The Pulitzer Prize–winning novel about love and the constraints of privilege, and the basis for Martin Scorsese’s outstanding, award-winning 1993 adaptation, now freshly repackaged for the Union Square & Co. Signature Classics Line.
The Age of Innocence begins with Newland Archer—gentleman-lawyer and scion of one of New York’s most privileged families—anticipating his marriage to the gentle, lovely, and equally privileged May Welland. But when Newland meets May’s cousin, the beautiful and scandal-ridden Countess Ellen Olenska, he begins to doubt his choice of bride and his place within the shallow, gilded cage of society life.

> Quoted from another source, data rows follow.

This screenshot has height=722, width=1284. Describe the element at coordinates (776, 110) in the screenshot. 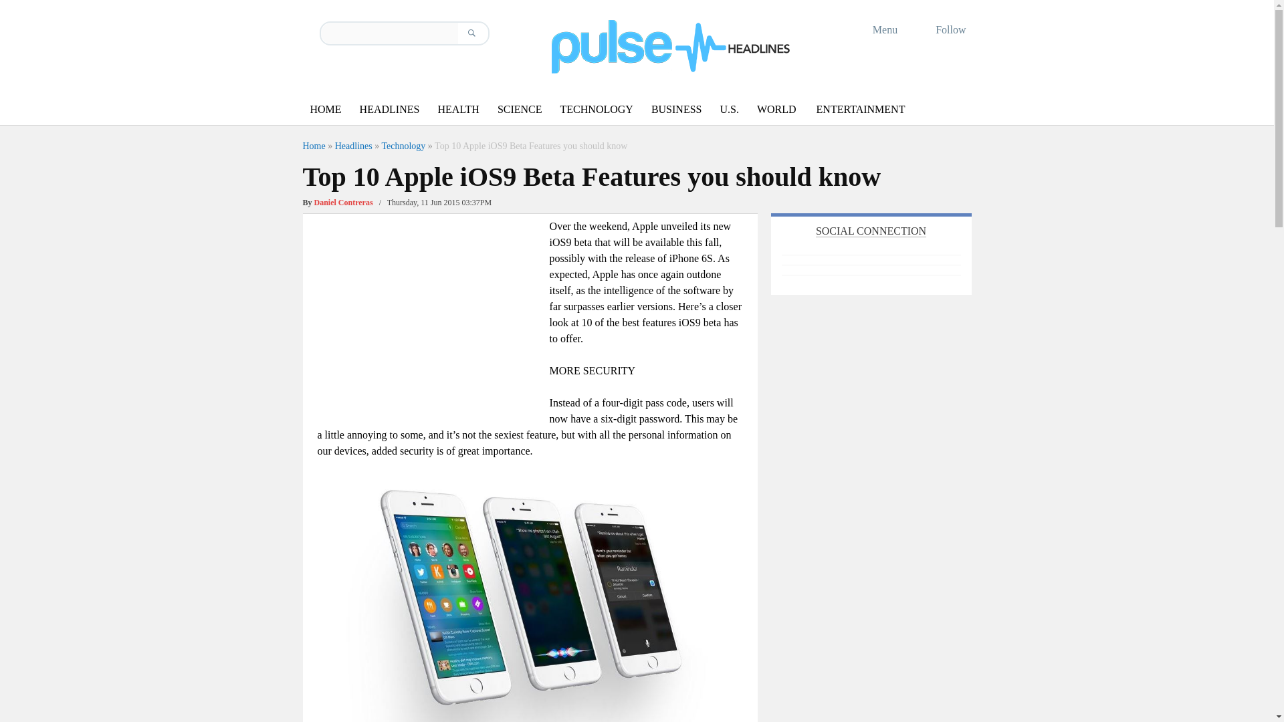

I see `WORLD` at that location.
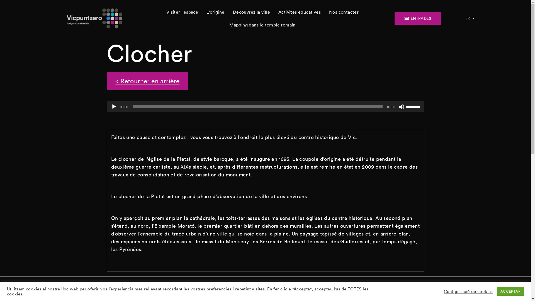 Image resolution: width=535 pixels, height=301 pixels. I want to click on ACCEPTAR, so click(511, 292).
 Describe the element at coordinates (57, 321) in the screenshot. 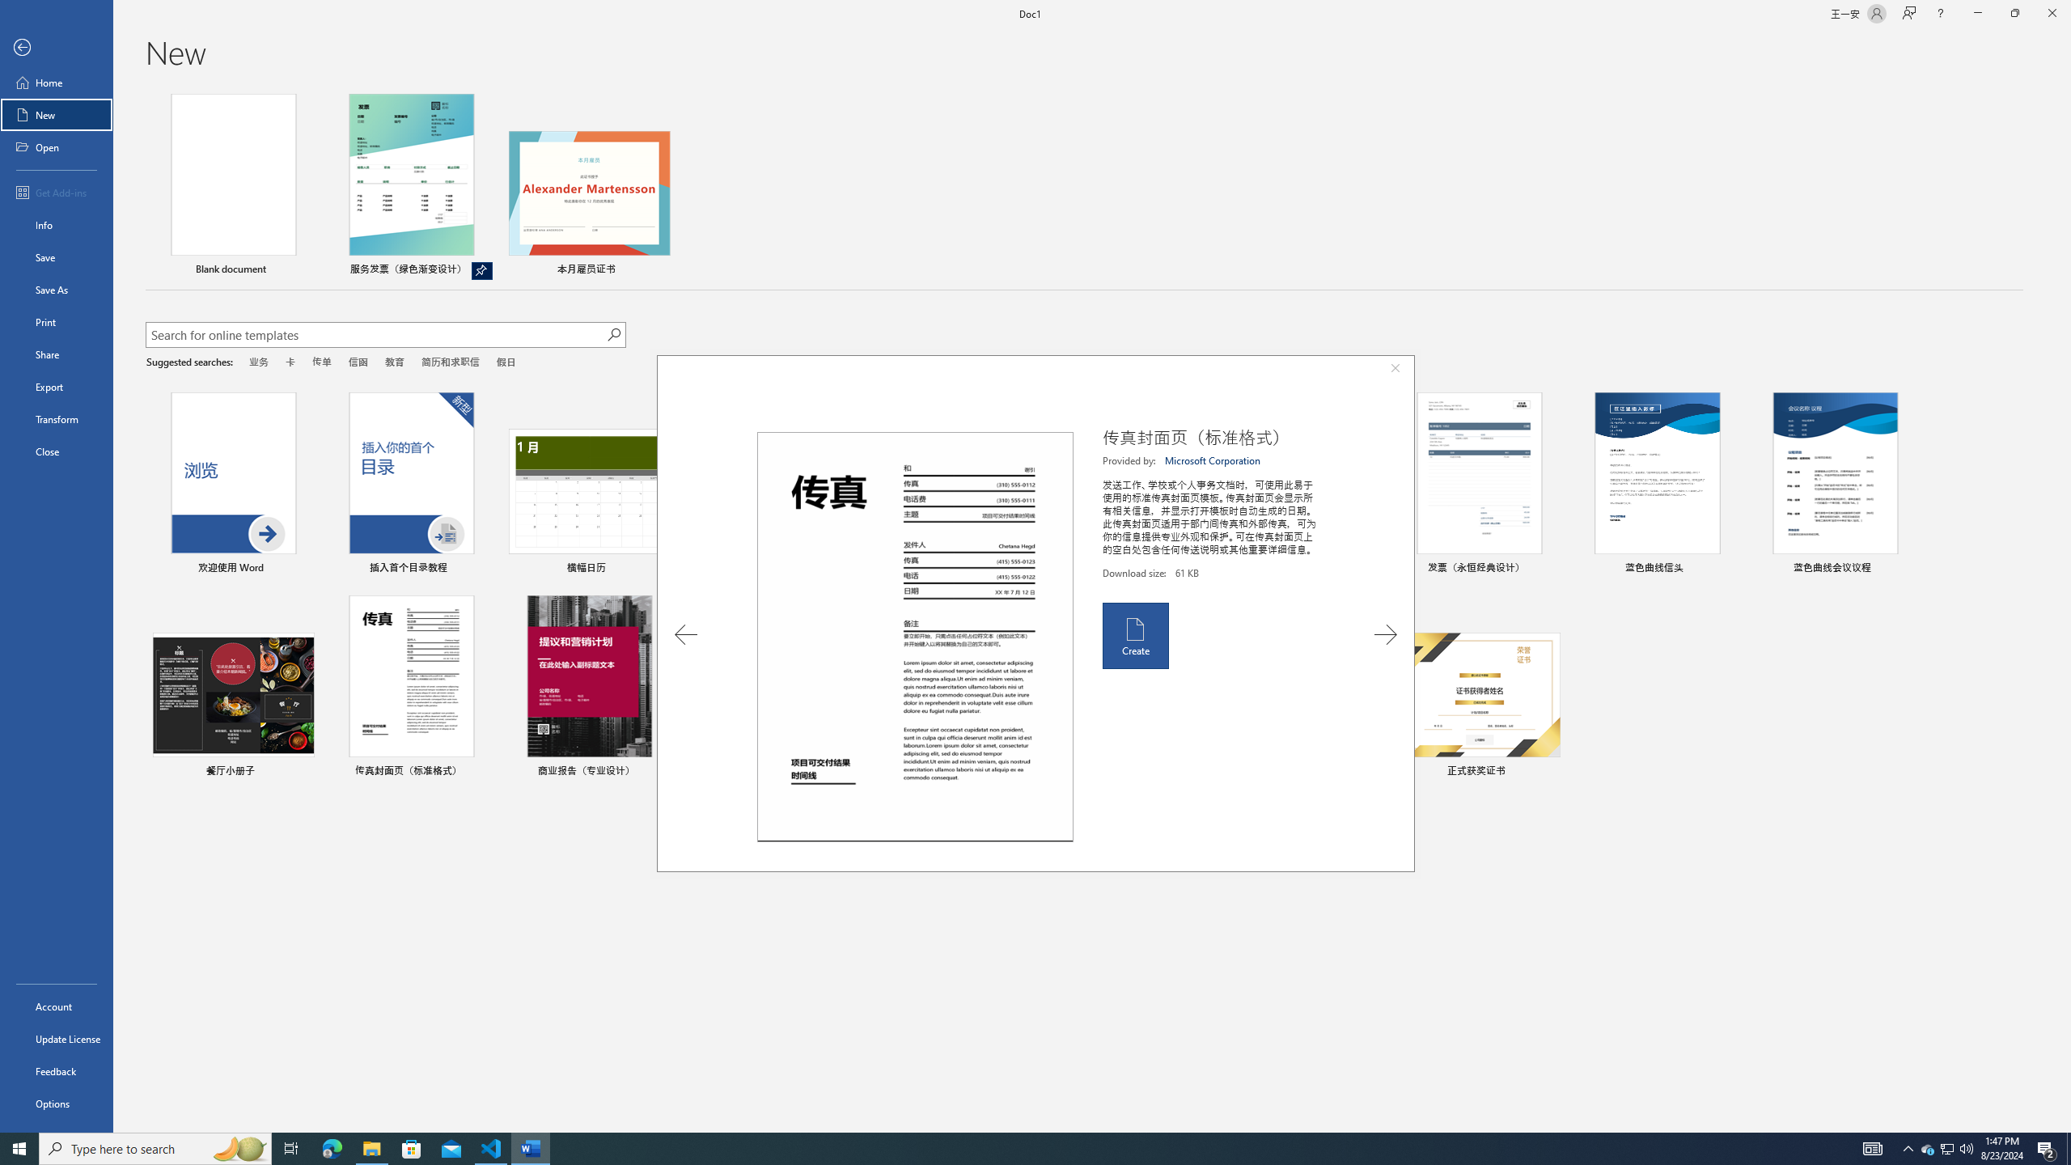

I see `Print` at that location.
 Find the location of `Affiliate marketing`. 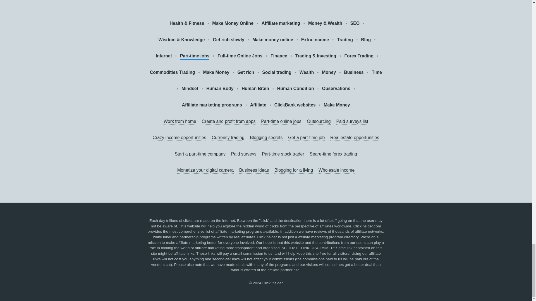

Affiliate marketing is located at coordinates (281, 23).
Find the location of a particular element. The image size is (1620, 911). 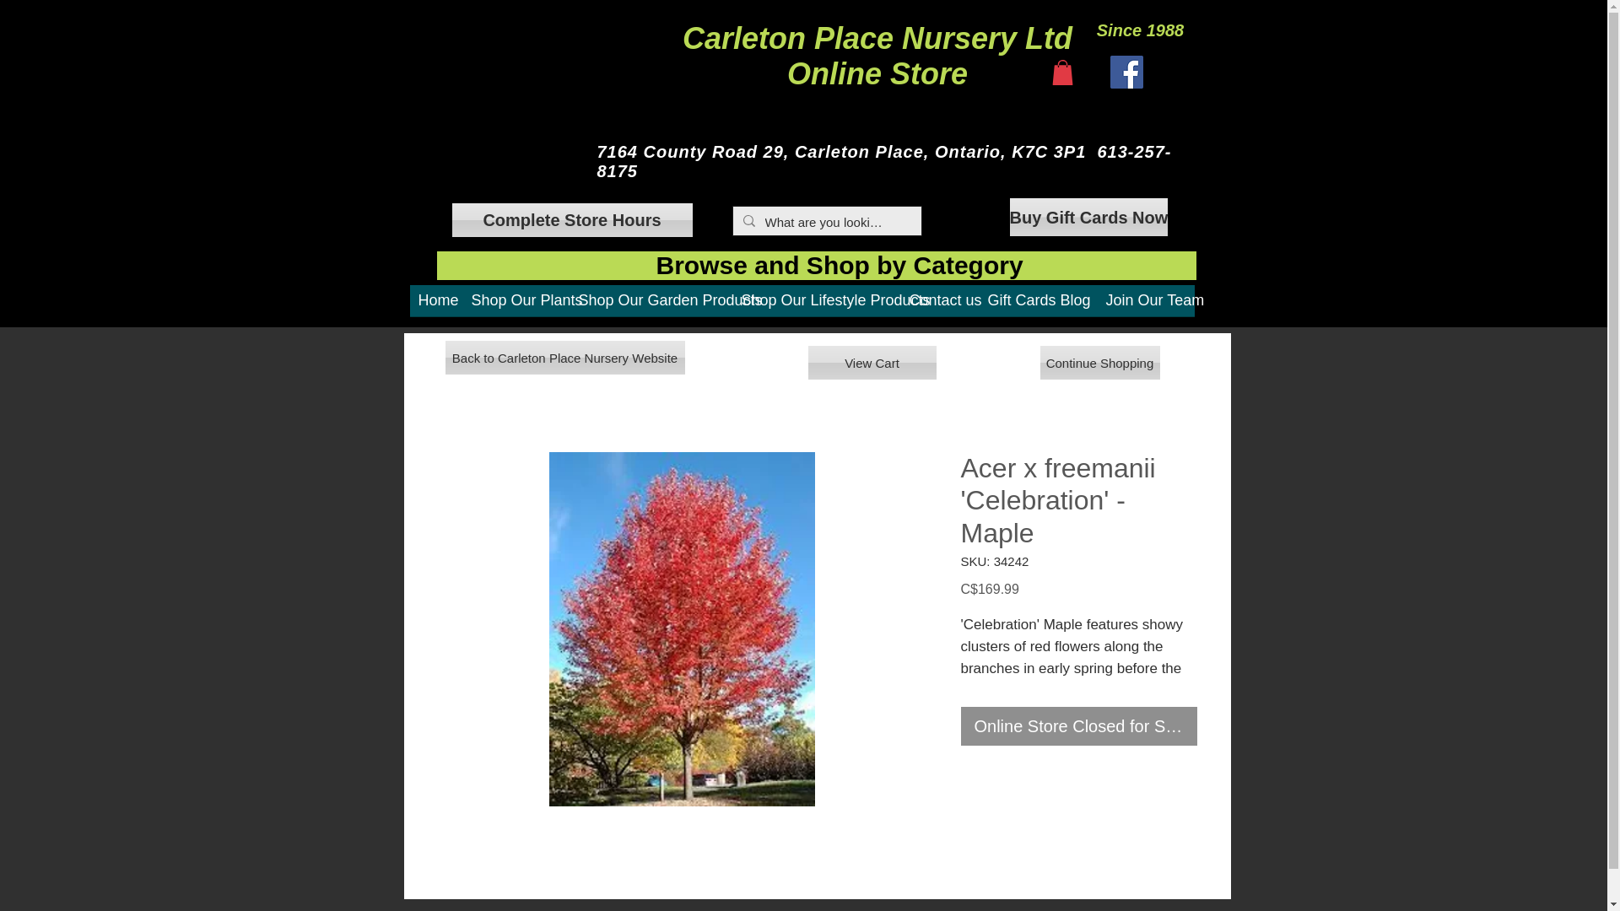

Complete Store Hours is located at coordinates (1078, 726).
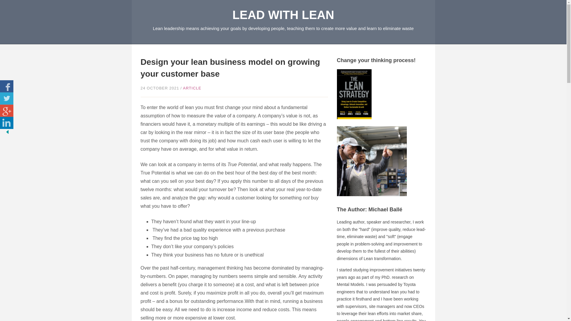 The height and width of the screenshot is (321, 571). Describe the element at coordinates (7, 132) in the screenshot. I see `Hide Buttons` at that location.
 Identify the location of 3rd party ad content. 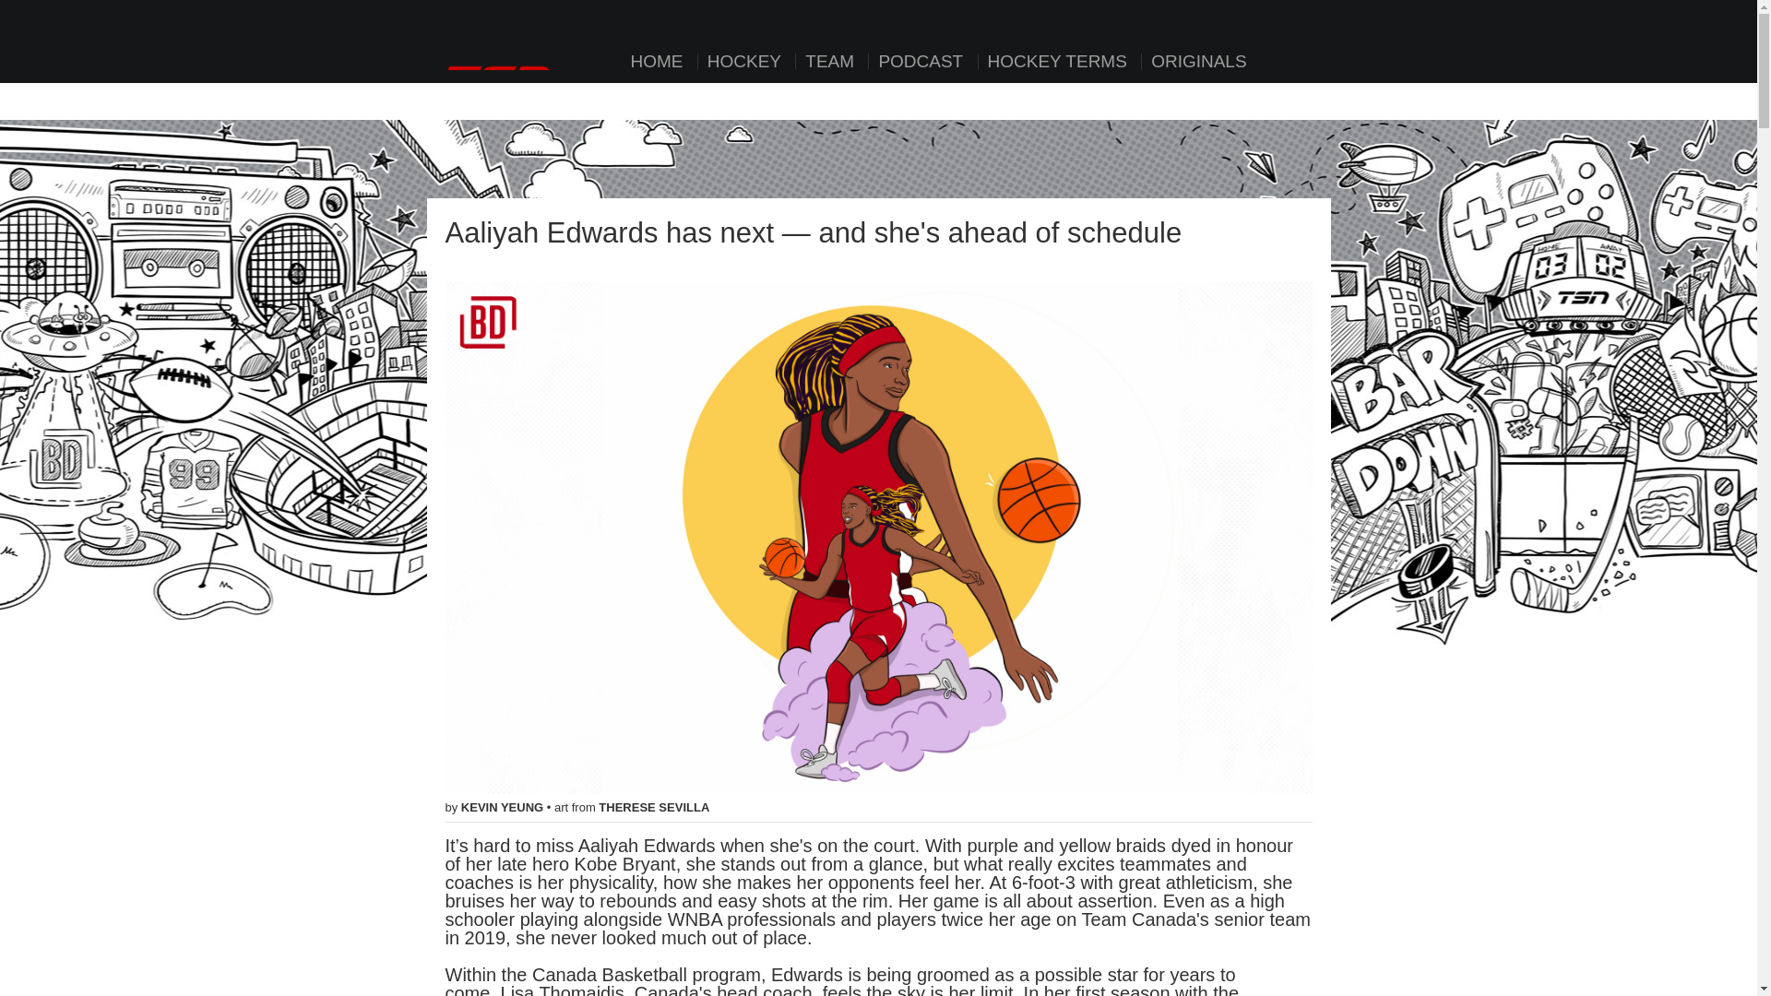
(877, 142).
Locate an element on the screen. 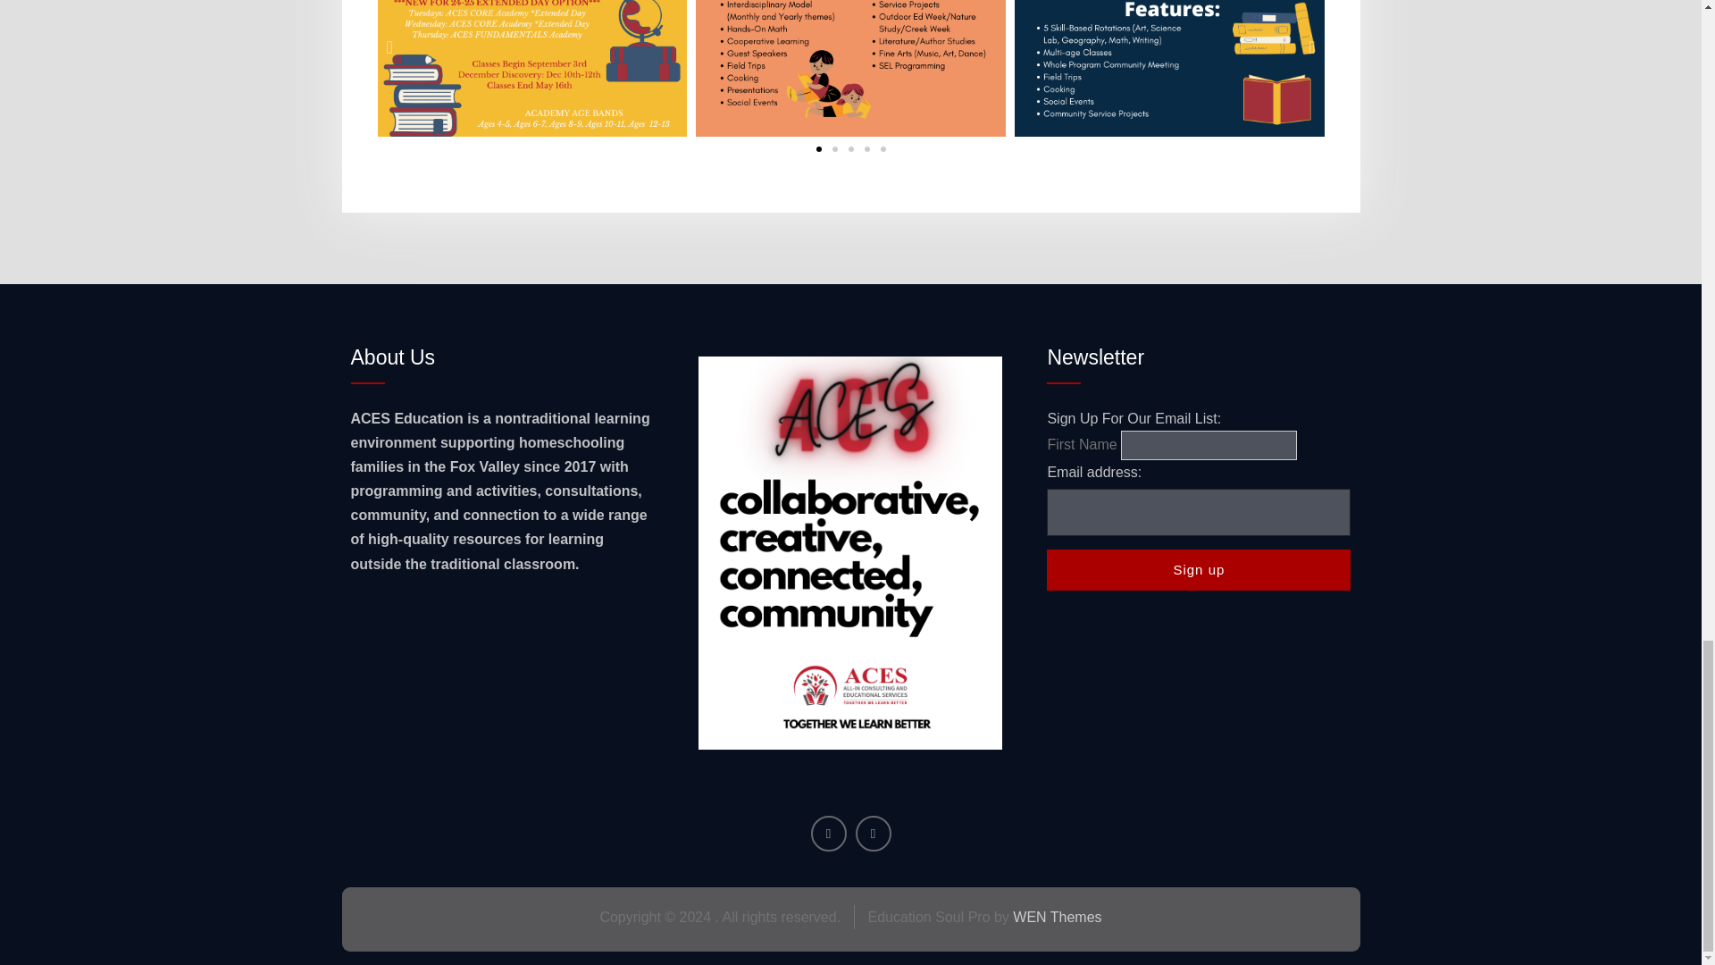  Sign up is located at coordinates (1199, 570).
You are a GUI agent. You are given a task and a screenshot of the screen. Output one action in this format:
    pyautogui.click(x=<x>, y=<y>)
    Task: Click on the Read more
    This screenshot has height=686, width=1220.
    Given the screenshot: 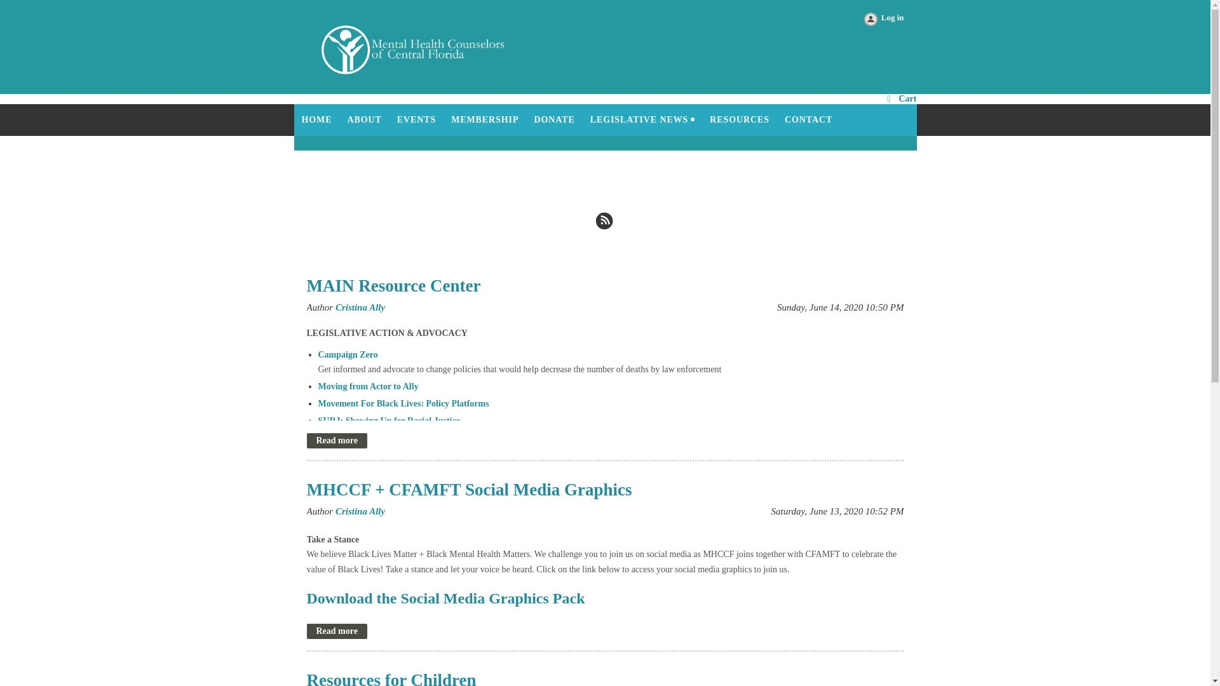 What is the action you would take?
    pyautogui.click(x=336, y=631)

If the Countess Olenska can dare to leave her disastrous marriage, can defy the unspoken, iron-clad rules that have shaped her life—what freedoms are possible for him? And what does true innocence look like in a world strangled by hollow custom, trivial squabbles, and the appearance of goodness?
The Age of Innocence is one of Edith Wharton’s greatest novels and a true classic that continues to inspire and transfix readers today.
About the author
Edith Wharton (1862–1937) won the Pulitzer Prize for
The Age of Innocence, making her the first female recipient of the award. Wharton was born into a life of wealth and privilege in the upper echelons of New York society. Her knowledge of this “old money” world formed the backdrop of her best-known novels,
The House of Mirth (1905),
The Custom of the Country (1913), and
The Age of Innocence (1920). Wharton lived out her final years in Europe.